What is Jane Austen’s philosophy of female beauty, and what purpose does it serve for theme, character, and plot development?  The topic is an essential element of each of her novels because of their focus on young women and men immersed in the marriage market.  For example, as Pride and Prejudice opens, beauty is front and center as Mrs. Bennet discusses with her bemused husband the necessity of his visiting the wealthy new occupant of Netherfield Park.  While acknowledging that she once “‘had my share of beauty,’” Mrs. Bennet makes it clear that, of their five daughters, Jane’s looks make her the rich man’s obvious choice (4).  Rejecting decisively her husband’s suggestion of “‘my little Lizzy,’” she states baldly:  “‘I am sure she is not half so handsome as Jane’” (4).1

Such a brutal assessment of one’s child’s physical assets can be a shock to modern readers.  But Mr. Bennet’s immediate call on Mr. Bingley after this scene suggests that he is exquisitely aware of the tenuous hold his wife and five daughters have on a home and that the beauty of one of those daughters could be the salvation of all.  The entirety of the couple’s discussion of marriage and beauty in this initial passage is uncomfortably colored by the reader’s growing awareness that Mrs. Bennet’s former beauty led Mr. Bennet to marry her, only for him to realize later that she “was a woman of mean understanding . . . and uncertain temper” (5).

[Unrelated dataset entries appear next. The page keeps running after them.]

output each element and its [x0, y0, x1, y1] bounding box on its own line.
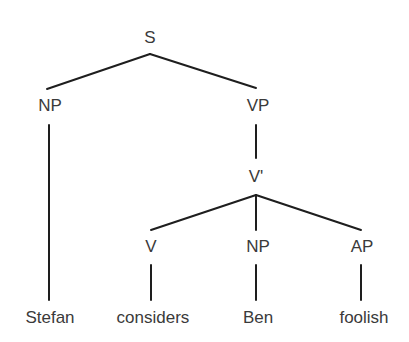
edge-s-vp [150, 54, 256, 88]
node-np-subject: NP [38, 96, 62, 115]
syntax-tree: S NP VP V' V NP AP Stefan considers Ben … [0, 0, 409, 342]
node-vp: VP [247, 96, 270, 115]
edge-vbar-v [151, 195, 256, 230]
leaf-stefan: Stefan [25, 308, 74, 327]
node-np-object: NP [246, 237, 270, 256]
leaf-ben: Ben [243, 308, 273, 327]
node-v: V [145, 237, 157, 256]
leaf-foolish: foolish [339, 308, 388, 327]
leaf-considers: considers [117, 308, 190, 327]
edge-vbar-ap [256, 195, 361, 230]
node-v-bar: V' [249, 167, 264, 186]
edge-s-np [47, 54, 150, 89]
node-s: S [144, 28, 155, 47]
node-ap: AP [351, 237, 374, 256]
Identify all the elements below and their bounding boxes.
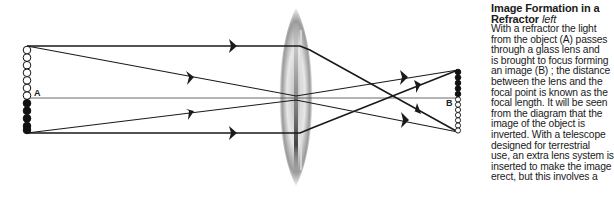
caption: Image Formation in a Refractor left With…: [491, 0, 614, 183]
light-rays: [27, 46, 458, 133]
refractor-diagram: A B: [0, 0, 480, 201]
caption-line: inverted. With a telescope: [491, 130, 614, 141]
caption-line: between the lens and the: [491, 77, 614, 88]
object-label: A: [34, 88, 41, 98]
image-b: [455, 69, 461, 133]
caption-line: erect, but this involves a: [491, 172, 614, 183]
image-label: B: [446, 98, 453, 108]
caption-body: With a refractor the light from the obje…: [491, 24, 614, 183]
convex-lens: [280, 8, 313, 186]
caption-line: With a refractor the light: [491, 24, 614, 35]
object-a: [23, 46, 31, 134]
caption-title: Image Formation in a Refractor left: [491, 3, 614, 24]
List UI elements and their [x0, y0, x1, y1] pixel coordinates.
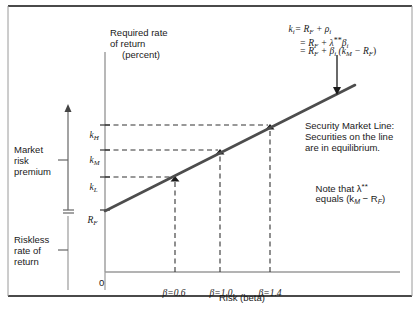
- sml-annotation-line2: Securities on the line: [305, 131, 393, 143]
- eq3-paren-open: (k: [336, 46, 346, 56]
- x-tick-value-2: 1.4: [270, 288, 282, 298]
- equation-line-3: = RF + βi (kM − RF): [290, 34, 376, 72]
- y-tick-label-RF-sub: F: [93, 219, 97, 227]
- y-axis-title-line2: of return: [110, 38, 145, 49]
- lambda-note-end: ): [382, 193, 385, 204]
- x-axis-title: Risk (beta): [219, 292, 265, 303]
- y-tick-label-kH-sub: H: [94, 134, 99, 142]
- sml-annotation-line3: are in equilibrium.: [305, 142, 380, 154]
- market-risk-premium-label: Market risk premium: [14, 144, 51, 177]
- y-axis-title-line3: (percent): [122, 49, 160, 60]
- eq3-lhs: = R: [300, 46, 315, 56]
- y-tick-label-kL: kL: [80, 171, 98, 207]
- lambda-note-line2: equals (kM − RF): [305, 181, 385, 219]
- origin-label: 0: [99, 277, 104, 288]
- sml-annotation-line1: Security Market Line:: [305, 120, 394, 132]
- y-tick-label-kM-sub: M: [94, 159, 100, 167]
- x-tick-value-0: 0.6: [174, 288, 186, 298]
- x-tick-label-beta-0-6: β=0.6: [153, 277, 186, 310]
- eq3-paren-close: ): [373, 46, 376, 56]
- riskless-rate-label: Riskless rate of return: [14, 234, 49, 267]
- figure-container: Required rate of return (percent) kH kM …: [0, 0, 420, 324]
- eq3-tail: + β: [318, 46, 334, 56]
- y-tick-label-kL-sub: L: [94, 186, 98, 194]
- lambda-note-mid: − R: [360, 193, 378, 204]
- market-risk-premium-arrowhead-top: [65, 104, 72, 112]
- y-tick-label-RF: RF: [78, 204, 98, 240]
- y-axis-title-line1: Required rate: [110, 27, 168, 38]
- lambda-note-equals: equals (k: [316, 193, 355, 204]
- eq3-minus: − R: [352, 46, 369, 56]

Mr. Bennet unkindly teases Mrs. Bennet that “‘Mr. Bingley might like you the best,’” but then that a woman with five daughters “‘has not . . . much beauty to think of’” (4).  Fortunately for Mrs. Bennet, not only does her husband quickly pay a visit to Mr. Bingley, but that same man’s return visit in “a few days” is spurred by hopes of meeting those daughters “of whose beauty he had heard much” (9).  The centrality of beauty in attracting a marriage partner is why Mrs. Bennet, while visiting an ill Jane at Netherfield Park, repeats her boast of Jane’s attractions directly to Bingley himself.  For her it’s not enough to publicly advertise “‘Jane’s beauty’”:  she must ruthlessly assert by comparison that the neighboring Lucas sisters “‘are not handsome’” and repeat twice that Charlotte Lucas in particular is “‘very plain’” (44). 

Austen’s writing has been termed “scarcely visual at all” (Wiltshire 19).  But her narrator almost always provides a brief assessment of the attractiveness of central characters as they appear; Darcy, for example, is first described as being “tall,” with “handsome features” (10).  Besides giving readers a more specific image, what purpose does a character’s looks serve for Austen?  The aim of this article is to interrogate Austen’s philosophy of beauty, and in doing so to examine why it is usually the second-tier female beauty that Austen suggests is the ideal marriage partner.  While the Regency period was “remarkable in its concern with masculine appearances” (Sturrock), my focus will be principally on females.  Austen was out to reshape the cult of beauty, to suggest that beauty was not a young woman’s most valuable asset.  Thus, with the possible exception of Emma, her principal females are not raving beauties.  She was also intent on reshaping the novel, a goal that included crafting “heroines who were more plausible, imperfect, and individualized than the sentimental ideal” (Bander, “Performing” 29).  Part of that imperfection, of course, included physical imperfection.

In rethinking beauty, Austen affirms an idea later explored in John Keats’s 1820 poem “Ode on a Grecian Urn,” which contains the ambiguous phrase, “Beauty is truth, truth beauty.”  The urn imagines a sexual pursuit, and while the lovers frozen on the urn will last forever (“For ever panting, and for ever young”), the poem’s speaker points out that real lovers will lose that beauty (“old age shall this generation waste”).  A central truth about beauty for both Keats and Austen is its fleeting nature; it won’t last long, but love must.  Austen’s characters must carefully interrogate beauty as they negotiate the marriage market; though fleeting, it can too often mislead. 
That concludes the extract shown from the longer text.